Eleven Lessons in Error

A couple of years ago I was asked to do a conference speech on lessons that I'd learned from my thirty-odd years of doing whatever it is I've been doing.  The audience would be a group of sixty or seventy policy and research types involved in scenario-planning; and the focus (according to the invitation) should be on the process of doing scenario-planning, rather than actual findings from scenario-planning.

What struck me as I contemplated the brief was just how much I don't know, and how many things have gone wrong, and that insofar as I've learned anything at all it's come mainly from the things that have gone wrong.

As we know from responses to the question "So, how was your holiday?", things going wrong are normally more entertaining than things going right, so I thought it might be fun to pull out a few thoughts on the basis of some of my screw ups.

Naturally enough there needed to be eleven; and, equally naturally, there needed to be some sort of wry acronym to help it all along. 

The acronym is J-U-S-T-S-A-Y-K-N-O-W, which is terribly funny because it references the 'Just say no' thing that Nancy Reagan did all those years ago to such massively unsuccessful effect, and because the point I really wanted to make in the talk was the importance of always remembering that you don't know, and just how useful it is to stay humble in the face of your own overwhelming ignorance.  Better - I intended saying - to say "I don't know" than to pretend or claim that you do know because you think it will be awkward or embarrassing to admit ignorance in the middle of some terribly important meeting.

Anyway.  Eleven lessons.  Here they are:

Jargon
Be as clear as you possibly can about what you are trying to achieve.  In general, scenario planning is not actually about the scenarios; they are simply tools for improving your analysis and your planning.  It is very easy to get lost, or carried away, and to discover in a workshop a year from now that there are only three of you left and you are all confused.

User Testing
If things go well, you will emerge with some findings, or some insights or some pictures or whatever.  Make sure you test them on or with someone who has not been involved.  This is important: it may seem very sensible to you and your colleagues, but that's because you've been working on it since that great meeting a couple of years ago and you know all about the insides and the history.  I test things with my mum.  If it makes no sense to her, then there is a high chance it is indeed nonsense.

Simplicity
"Everything should be kept as simple as possible, but no simpler." Einstein, apparently.  And he's clearly right.  If you can't explain what you've been up to in all those scenario planning workshops in less than 30 seconds, you're in trouble and so is your scenario planning exercise.

Timing
It takes time.  It's difficult to say how much.  ("When should you pick the cherries?" I asked my father.  "The day before the birds eat them" he sagely intoned.)  But don't think you can hurry this kind of stuff.


Scariness
Big thinking is scary.  Trying to save the world is scary.  Making stupid errors in front of colleagues you're trying to impress is scary.  And so on.  Scenario planning should be scary.  If you're not slightly anxious at a minimum, you're not doing it right.  (You should be having fun, too, of course.)

Adaptation
This is a Darwinian thing. You may think that the best way to do something is for it to be the best.  The best scenario planning exercise.  But this is not true.  To be effective, it needs to be the fittest, the most well adapted, the one most likely to flourish in this particular environment.  I have seen fabulous initiatives fail not because they are anything less than brilliant, but because the world around them doesn't get it.  And I have seen quite mediocre initiatives achieve remarkable things simply because they were the right shape in the right place at the right time.  So make sure you think very hard about not just what you are trying to achieve, but the operating environment into which your work will be fledged.

Yielding
Allow yourselves to make mistakes.  Be respectful of others making mistakes.  Don't worry about blind alleys or diversions.  It's all about the process: how do you, as a group, explore and learn so that you can, together, make the world a better place.  If it was easy we'd have done it by now.


Kindness
It's not easy.  Be gentle with yourselves, and with your colleagues.  Try not to get frustrated if it seems slow, or worried if it seems messy.

Networks
In almost all cases a scenario planning exercise will have the intention of influencing one or more people, one or more organisations, one or more institutions.  Think very hard indeed about this, particularly in terms of how you present and represent and describe and explain your work.  Think hard, too, about precisely who you can really influence, and how they line up with the leverage points in the system as a whole.  Tactics may matter as much as strategy.

Obscurity
Go deep, but no further.  Remember to keep an eye on what you are trying to achieve.  If you can no longer see daylight, you've probably gone too far.

Working together
If you are going to think as a group, you must attend to how you keep everyone interested and engaged.  Easy (and perhaps obvious) to say; but too often I've seen people with important things to offer get left behind through simple lack of forethought by others.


Across the records below, count the lines that contain "this" and write down only the count.
[Opening DATA FOR PROCESSING section]
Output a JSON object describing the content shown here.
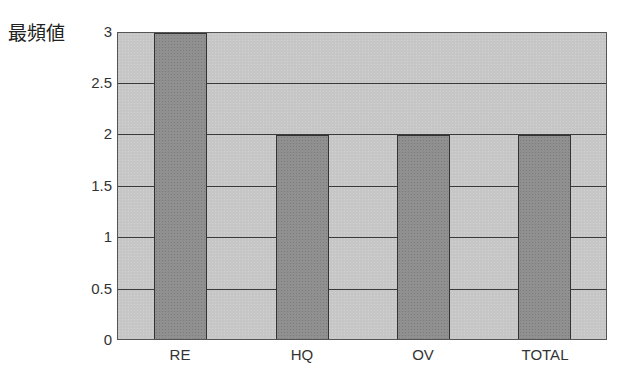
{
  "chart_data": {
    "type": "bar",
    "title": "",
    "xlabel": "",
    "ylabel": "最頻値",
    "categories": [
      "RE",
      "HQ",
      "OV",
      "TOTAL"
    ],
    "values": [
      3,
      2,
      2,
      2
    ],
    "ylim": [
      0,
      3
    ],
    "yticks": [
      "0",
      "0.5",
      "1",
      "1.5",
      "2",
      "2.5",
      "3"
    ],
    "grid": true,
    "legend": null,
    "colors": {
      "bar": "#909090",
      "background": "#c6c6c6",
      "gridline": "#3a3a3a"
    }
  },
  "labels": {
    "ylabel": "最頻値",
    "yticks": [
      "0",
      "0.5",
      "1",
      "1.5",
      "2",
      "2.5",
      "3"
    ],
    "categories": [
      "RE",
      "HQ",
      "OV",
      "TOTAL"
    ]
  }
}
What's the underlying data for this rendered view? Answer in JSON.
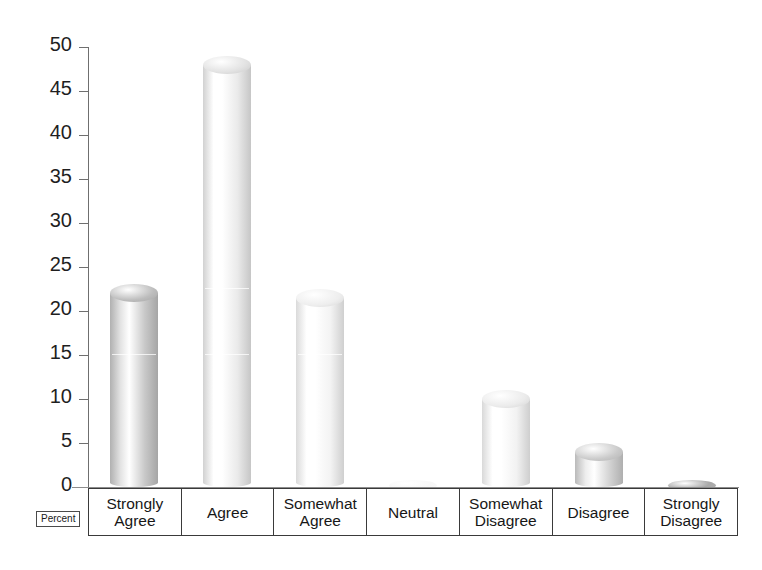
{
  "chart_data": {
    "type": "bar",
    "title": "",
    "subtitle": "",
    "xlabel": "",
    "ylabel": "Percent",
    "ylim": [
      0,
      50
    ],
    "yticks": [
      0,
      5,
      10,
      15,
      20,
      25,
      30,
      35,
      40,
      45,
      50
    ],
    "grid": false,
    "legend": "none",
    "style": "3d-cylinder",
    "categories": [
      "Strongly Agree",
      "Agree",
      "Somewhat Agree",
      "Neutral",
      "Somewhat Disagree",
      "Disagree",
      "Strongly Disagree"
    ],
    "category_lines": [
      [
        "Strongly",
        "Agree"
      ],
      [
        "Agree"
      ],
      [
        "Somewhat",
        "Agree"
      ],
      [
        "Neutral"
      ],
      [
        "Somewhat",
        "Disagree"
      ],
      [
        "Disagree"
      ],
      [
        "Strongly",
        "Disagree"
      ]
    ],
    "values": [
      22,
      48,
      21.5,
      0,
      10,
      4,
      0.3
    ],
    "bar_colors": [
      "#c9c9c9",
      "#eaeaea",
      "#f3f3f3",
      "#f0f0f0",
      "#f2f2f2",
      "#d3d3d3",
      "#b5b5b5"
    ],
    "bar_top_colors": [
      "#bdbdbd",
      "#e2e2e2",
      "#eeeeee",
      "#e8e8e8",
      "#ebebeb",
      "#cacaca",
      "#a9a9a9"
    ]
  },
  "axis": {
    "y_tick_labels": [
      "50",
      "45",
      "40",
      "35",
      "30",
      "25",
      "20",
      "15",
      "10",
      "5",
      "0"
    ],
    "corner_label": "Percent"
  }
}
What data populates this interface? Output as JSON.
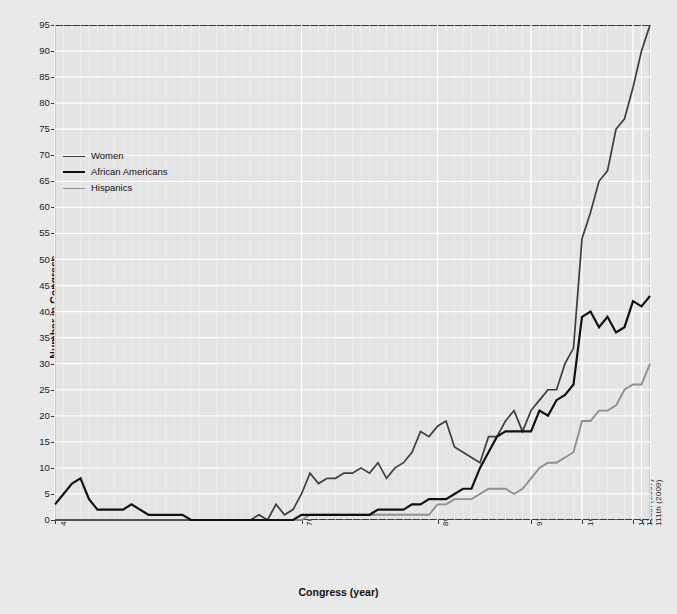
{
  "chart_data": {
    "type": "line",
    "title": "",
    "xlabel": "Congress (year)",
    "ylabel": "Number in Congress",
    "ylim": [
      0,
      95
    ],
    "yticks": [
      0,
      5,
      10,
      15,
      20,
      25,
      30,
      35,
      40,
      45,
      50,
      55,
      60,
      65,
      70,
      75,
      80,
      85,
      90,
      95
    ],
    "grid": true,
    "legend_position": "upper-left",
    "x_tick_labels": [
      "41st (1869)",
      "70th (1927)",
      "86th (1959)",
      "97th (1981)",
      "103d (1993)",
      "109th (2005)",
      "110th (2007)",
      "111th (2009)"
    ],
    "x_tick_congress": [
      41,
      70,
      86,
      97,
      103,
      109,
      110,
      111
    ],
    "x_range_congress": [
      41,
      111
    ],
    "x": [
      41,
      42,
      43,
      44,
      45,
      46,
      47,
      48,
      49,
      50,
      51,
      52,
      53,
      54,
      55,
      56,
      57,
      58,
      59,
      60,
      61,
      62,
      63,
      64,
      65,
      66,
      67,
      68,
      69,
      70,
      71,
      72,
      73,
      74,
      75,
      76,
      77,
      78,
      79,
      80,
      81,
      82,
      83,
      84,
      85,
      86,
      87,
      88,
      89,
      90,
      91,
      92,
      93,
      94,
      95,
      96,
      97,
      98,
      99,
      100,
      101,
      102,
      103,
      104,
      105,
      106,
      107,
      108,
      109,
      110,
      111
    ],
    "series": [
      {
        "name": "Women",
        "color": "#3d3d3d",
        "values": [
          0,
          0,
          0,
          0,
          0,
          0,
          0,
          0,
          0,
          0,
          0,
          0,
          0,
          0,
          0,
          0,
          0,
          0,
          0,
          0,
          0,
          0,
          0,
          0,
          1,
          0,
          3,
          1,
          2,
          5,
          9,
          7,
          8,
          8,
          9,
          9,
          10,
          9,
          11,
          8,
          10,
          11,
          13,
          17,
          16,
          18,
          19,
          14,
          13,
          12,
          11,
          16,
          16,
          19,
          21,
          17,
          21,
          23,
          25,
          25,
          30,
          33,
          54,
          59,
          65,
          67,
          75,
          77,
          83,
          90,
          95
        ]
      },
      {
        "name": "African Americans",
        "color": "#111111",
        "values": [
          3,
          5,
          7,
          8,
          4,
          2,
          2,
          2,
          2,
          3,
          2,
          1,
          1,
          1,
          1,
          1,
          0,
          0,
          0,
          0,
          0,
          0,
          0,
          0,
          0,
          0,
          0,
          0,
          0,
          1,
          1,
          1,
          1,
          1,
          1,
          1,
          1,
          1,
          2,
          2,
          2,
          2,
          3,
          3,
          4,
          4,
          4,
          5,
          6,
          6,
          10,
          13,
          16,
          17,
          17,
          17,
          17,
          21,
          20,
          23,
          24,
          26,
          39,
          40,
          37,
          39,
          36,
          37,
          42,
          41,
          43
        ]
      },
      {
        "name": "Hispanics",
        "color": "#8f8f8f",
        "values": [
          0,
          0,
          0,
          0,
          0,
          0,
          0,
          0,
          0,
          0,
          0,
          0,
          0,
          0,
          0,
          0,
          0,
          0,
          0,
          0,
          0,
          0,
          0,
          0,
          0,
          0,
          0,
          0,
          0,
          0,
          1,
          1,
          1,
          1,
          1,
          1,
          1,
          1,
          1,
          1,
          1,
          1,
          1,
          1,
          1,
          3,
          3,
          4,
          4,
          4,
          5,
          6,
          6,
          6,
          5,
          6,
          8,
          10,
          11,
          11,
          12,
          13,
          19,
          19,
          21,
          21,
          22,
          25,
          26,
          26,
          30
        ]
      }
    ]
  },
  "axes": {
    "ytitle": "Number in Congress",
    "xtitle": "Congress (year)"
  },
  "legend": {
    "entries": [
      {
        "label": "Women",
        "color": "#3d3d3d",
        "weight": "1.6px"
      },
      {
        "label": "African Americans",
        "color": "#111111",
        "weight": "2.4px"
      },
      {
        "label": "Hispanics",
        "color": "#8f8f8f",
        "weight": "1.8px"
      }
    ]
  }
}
[Closing DATA FOR PROCESSING section]
SOLUTION TO THE EXERCISE: 2